January 13 – Hunan TV, the Chinese satellite network behind the immensely popular “Super Girl” program, announced on its website that it was in “negotiation” with broadcast authorities in the city of Ningbo, Zhejiang Province, after Hunan TV’s signal was blooked on January 11. The blocking of the satellite signal met with vocal opposition from Internet users in Ningbo, who called the action an example of local protectionism by officials concerned about their commercial interests.
January 15 – Following a popular show of opposition by Shanghai residents to proposed plans for extension of the city’s magnetic levitation (“maglev”) rail system, the official Liberation Daily ran an editorial urging residents to abide by the principles of “reason” and “order” and hinting that leaders were “resolutely opposed” to what it called “street politics” [coverage from CMP here]. Popular protests on Shanghai’s People’s Square – which the commercial press referred to not as demonstrations but as “walking”, or sanbu (散步) — drew thousands of supporters. A January 13 editorial in Guangdong’s Southern Metropolis Daily said Shanghai residents had “expressed themselves in a peaceful manner,” and other media linked the action to popular protests in the city of Xiamen last year.

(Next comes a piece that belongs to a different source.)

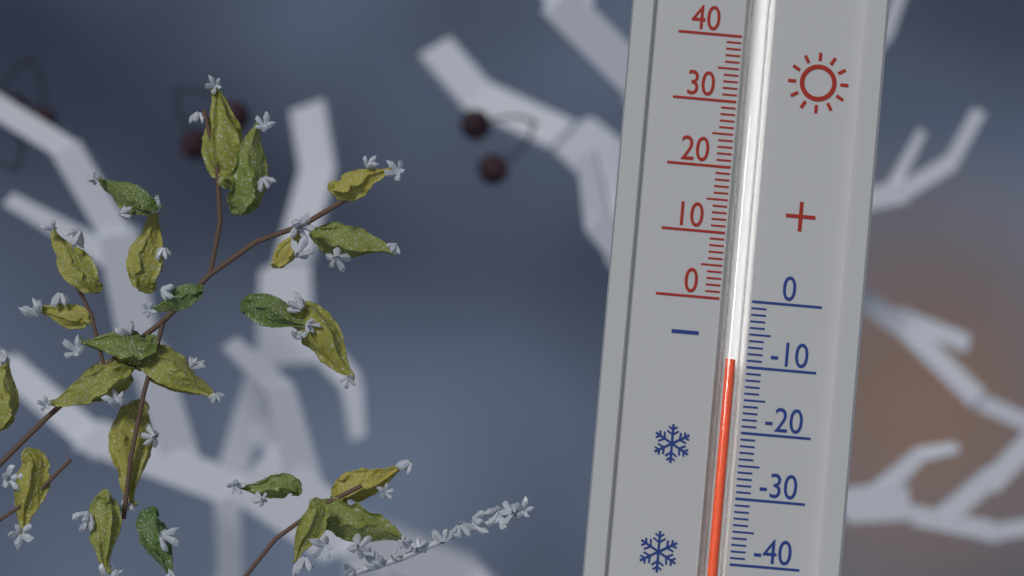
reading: -9 (no unit)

January 16 — Media in Guangdong Province launched into a lively debate about the meaning of “thought liberation”, or jiefang sixiang (解放思想), a term emphasized by Hu Jintao at the recent 17th National Congress and re-iterated by Guangdong’s newly-appointed party secretary, Wang Yang (汪洋). While Wang Yang arguably touted the buzzword in a mere show of fealty to President Hu and his policies, local media seized on the opportunity to offer their own reflections on the term. On January 16, Southern Weekend related the issue of “thought liberation” to the need for political reform. In reference to the stultifying influence of over-concentration of power, the newspaper wrote that “thought liberation cannot avoid the question of vested interests.” (思想解放绕不开既得利益问题).